Groundbreaking for the West Santa Ana Branch Transit Corridor’s $4.9-billion first phase is is scheduled for 2023, with construction completed about a decade later.

Overall costs for the project including a second phase, due to be completed in 2043, are anticipated to be $8.5 billion, more than twice the original estimate, the Los Angeles Times reports.

When completed, the line will start at Artesia and continue northwest to Union Station, cutting through the cities of Cerritos, Bellflower, Paramount, Downey, South Gate, Cudahy, Bell, Huntington Park and Vernon. “It would provide key connections to other lines, helping build out a rail system decades in the making,” the newspaper reported on Jan. 28.

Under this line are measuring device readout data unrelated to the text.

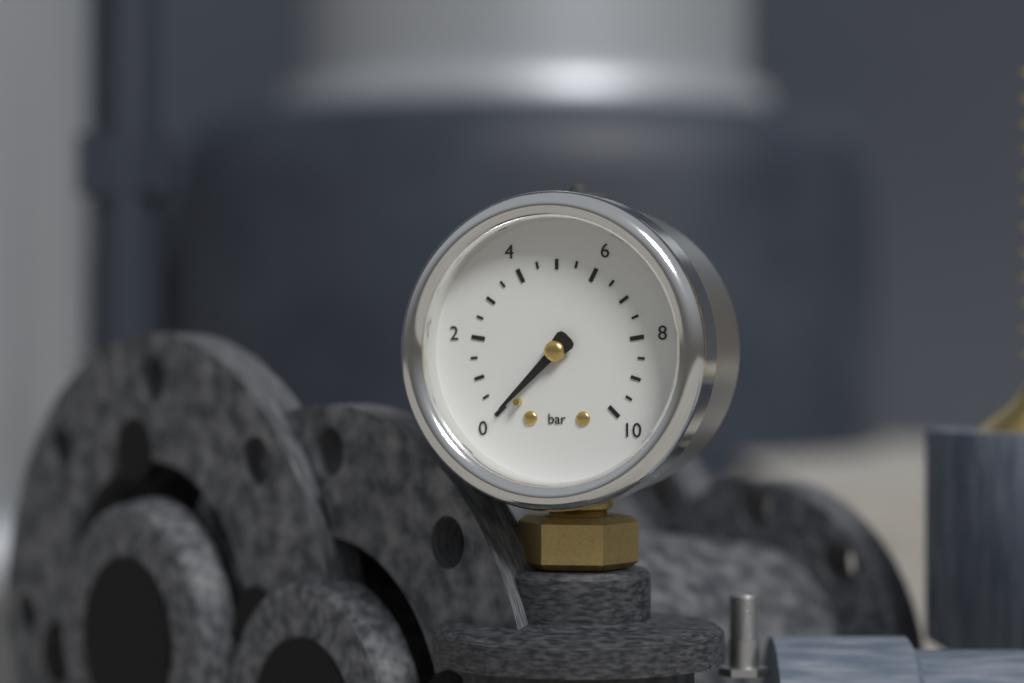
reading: 0.0 bar
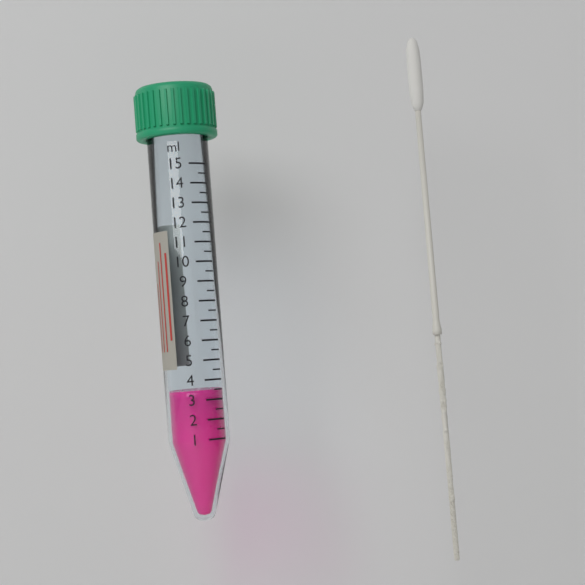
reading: 3.5 ml
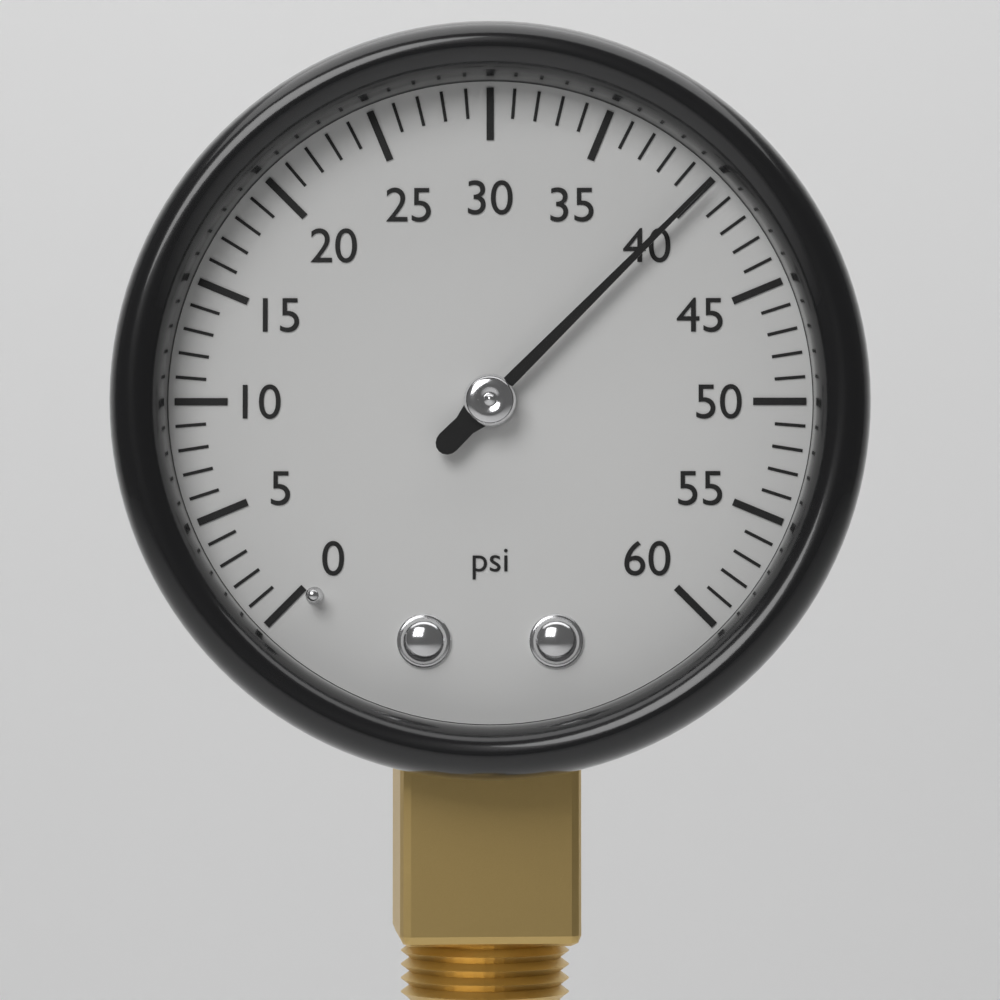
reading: 40 psi
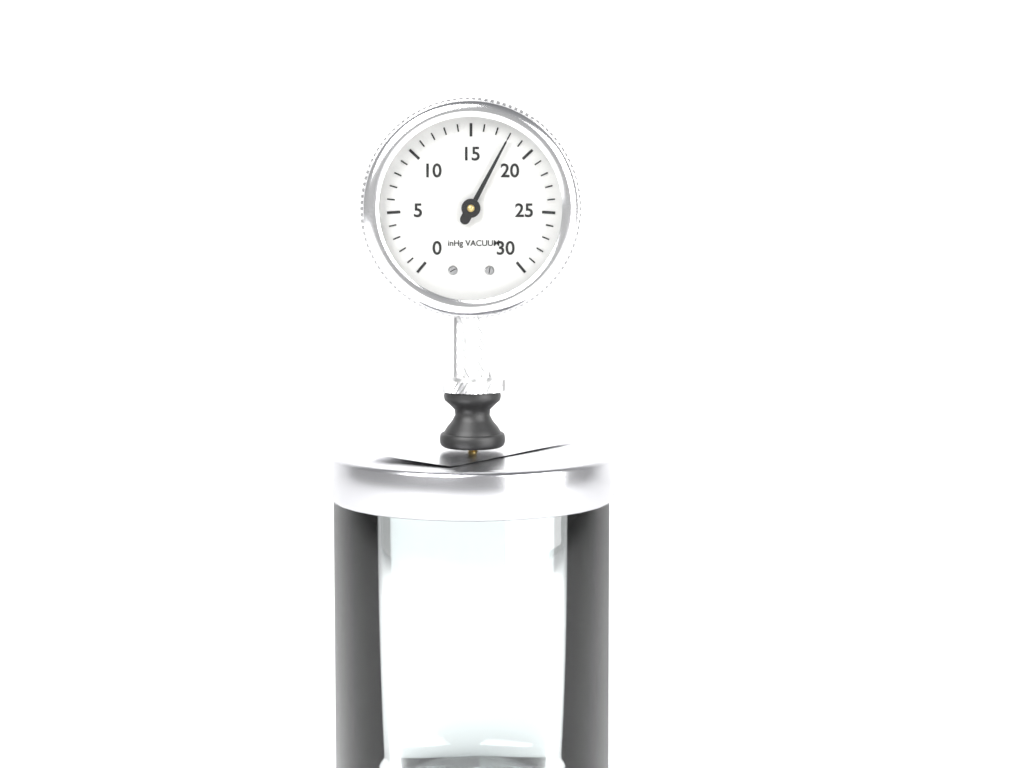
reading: 18 inHg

The first 14.8-mile phase will follow a former Pacific Electric right of way from Artesia  to Slauson Avenue and Long Beach Boulevard, where it would connect with the A (formerly Blue) line.

The second phase heads north 4.5 miles from the Slauson depot to Union Station and is set to be completed by 2043. “About half of the line is planned to run underground through Little Tokyo, where Metro construction disrupted businesses for years and tunneling is driving up costs,” the Times reported.

On Jan 27, the MTA Board at the urging of Janice Hahn who represents the southeast corridor, unanimously approved a plan that will look at cheaper alternatives to tunneling that could accelerate construction for the second phase.

“In an hours-long public comment period, dozens of elected officials representing the communities along the rail line pleaded with the board to speed up the timeline,” the Times reported.

The rail line was a cornerstone of Measure M, a $120-billion half-cent sales tax approved by voters in 2016, which gained widespread support among elected officials in the region. Along with Measure R, approved in 2008, the tax fueled a rail construction boom.

However, Sseveral changes to the original 2017 project increased costs, including adding 2.3 miles of underground tunneling, aerial bridges over intersections, the relocation of utility lines and a transfer station to the C (formerly Green) Line at the 105 Freeway.

Metro plans to use $3.1 billion in federal funds and an additional $850 million in state funds for the first leg of the rail line, the Times reported.